Administration

Former AG Lynch to meet with House, Senate Russia investigators

Former Attorney General Loretta Lynch will meet privately next week with House and Senate intelligence committee investigators probing Russian interference in the 2016 presidential election, The Hill has confirmed.

Lynch was at the center of several election-year controversies that will likely be of interest to investigators on Capitol Hill.

Former FBI Director James Comey testified before Congress earlier this year that Lynch had sought to influence his investigation into Democratic presidential nominee Hillary Clinton’s email server arrangement by instructing him to refer to it is a political “matter” rather than a “criminal investigation.”

“That gave me a queasy feeling,” Comey told a Congressional panel.

{mosads}Lynch has also been criticized for a meeting on an Arizona tarmac with former President Bill Clinton while the investigation into his wife was ongoing.

Under fire, Lynch announced she would defer to Comey’s judgment about whether Clinton should face charges for the mishandling of classified material while she was secretary of State.

That led to a dramatic press conference in which Comey announced he would not recommend charges against Clinton but detailed the ways she had been careless in her private email and server arrangement.
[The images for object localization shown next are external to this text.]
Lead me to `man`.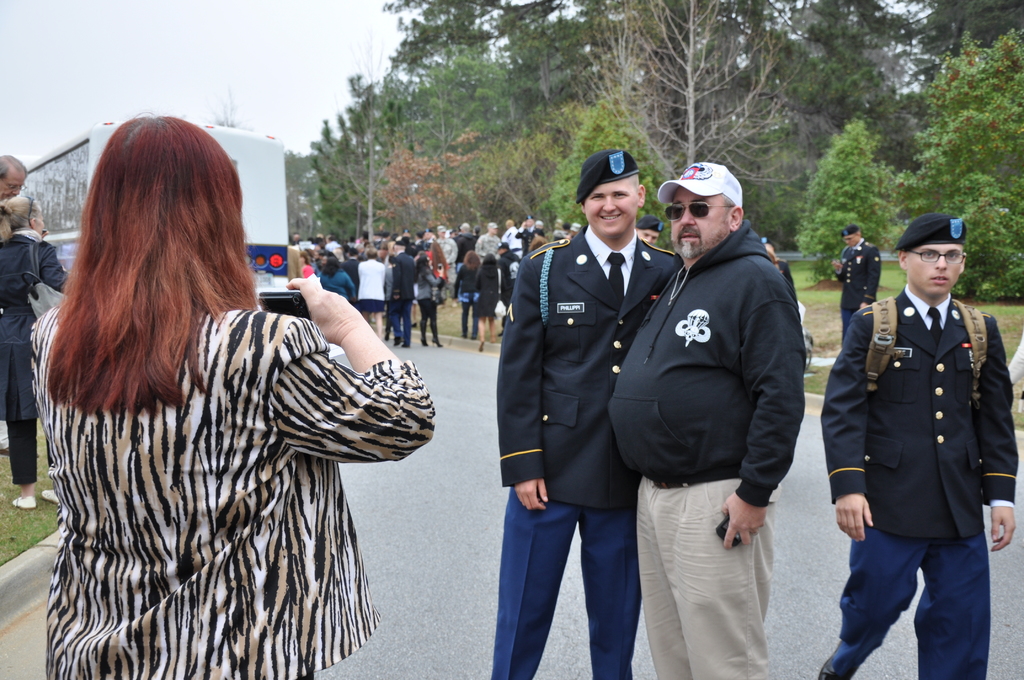
Lead to bbox=(0, 155, 28, 206).
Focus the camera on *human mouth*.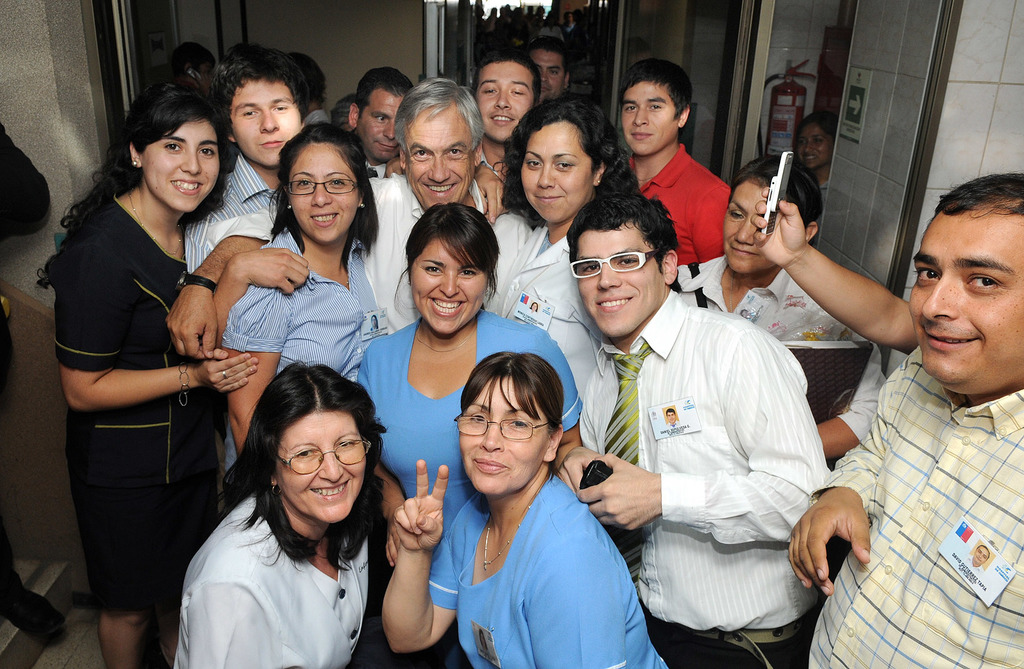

Lynch is the latest Obama official to meet with investigators on Capitol Hill, where lawmakers are looking into whether Trump officials colluded with Russians to swing the election and whether the Obama administration took the threat of Russian meddling seriously.
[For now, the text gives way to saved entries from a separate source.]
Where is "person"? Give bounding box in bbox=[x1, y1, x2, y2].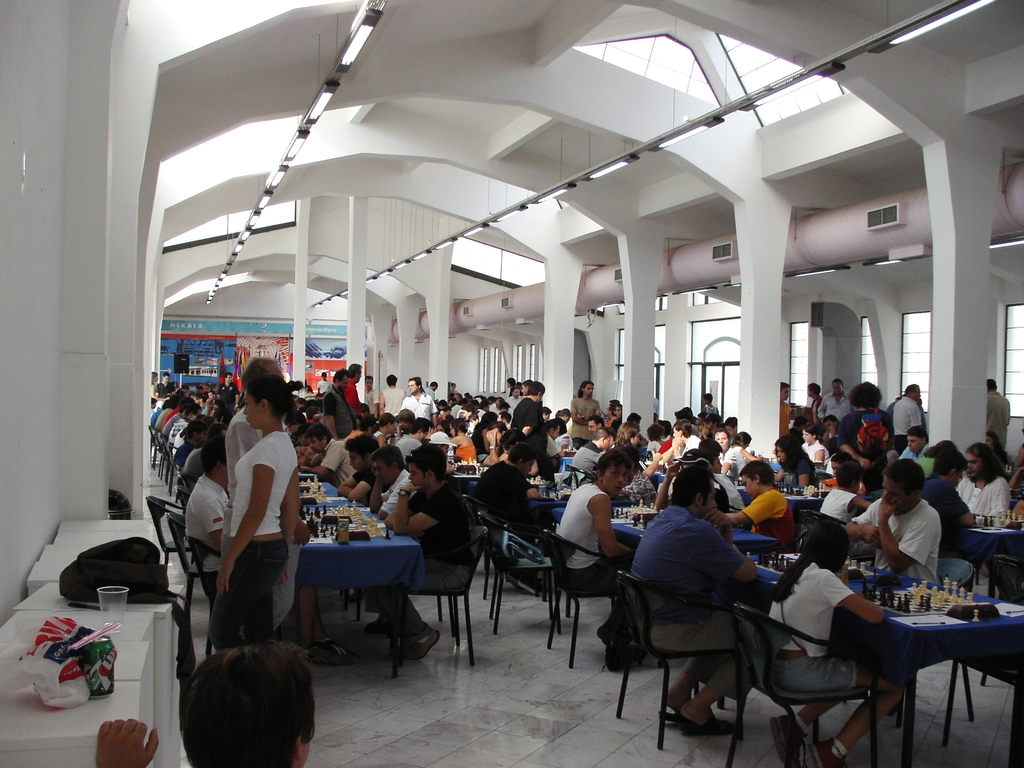
bbox=[348, 363, 367, 415].
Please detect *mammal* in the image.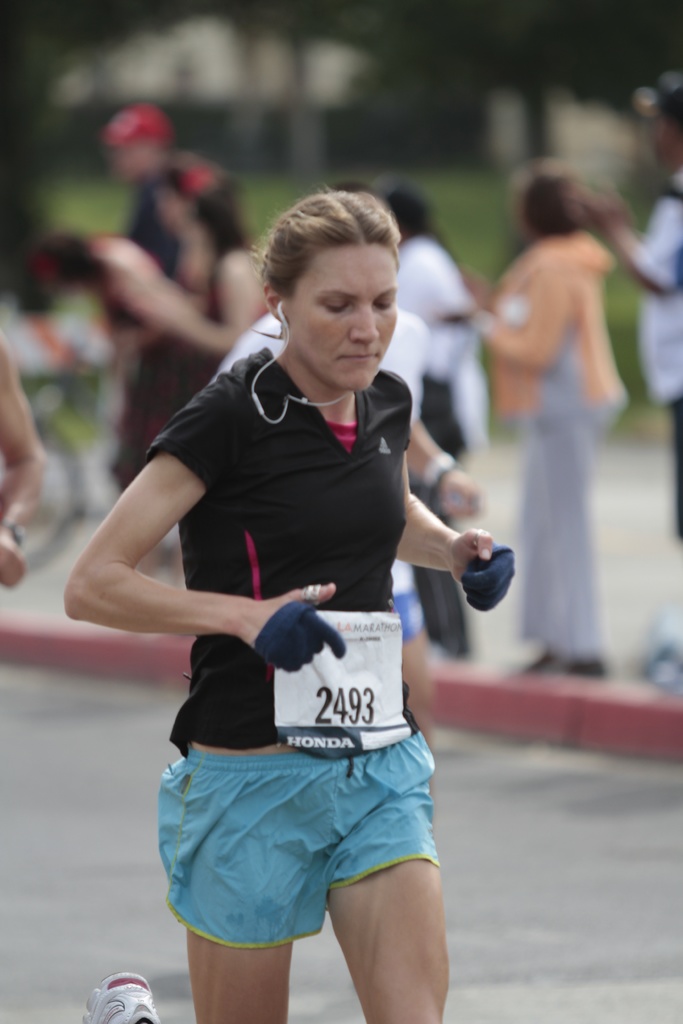
98,96,198,561.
Samantha Power, President Obama’s ambassador to the United Nations, and Susan Rice, Obama’s former national security adviser, have both met with the Senate Intelligence Committee.

Republicans are also eager to get to the bottom of several Russia-related classified leaks to the media and have accused Obama administration officials of spying on the incoming Trump administration and unmasking names in intelligence reports.

CNN first reported the news that Lynch will meet with the House and Senate intelligence committees.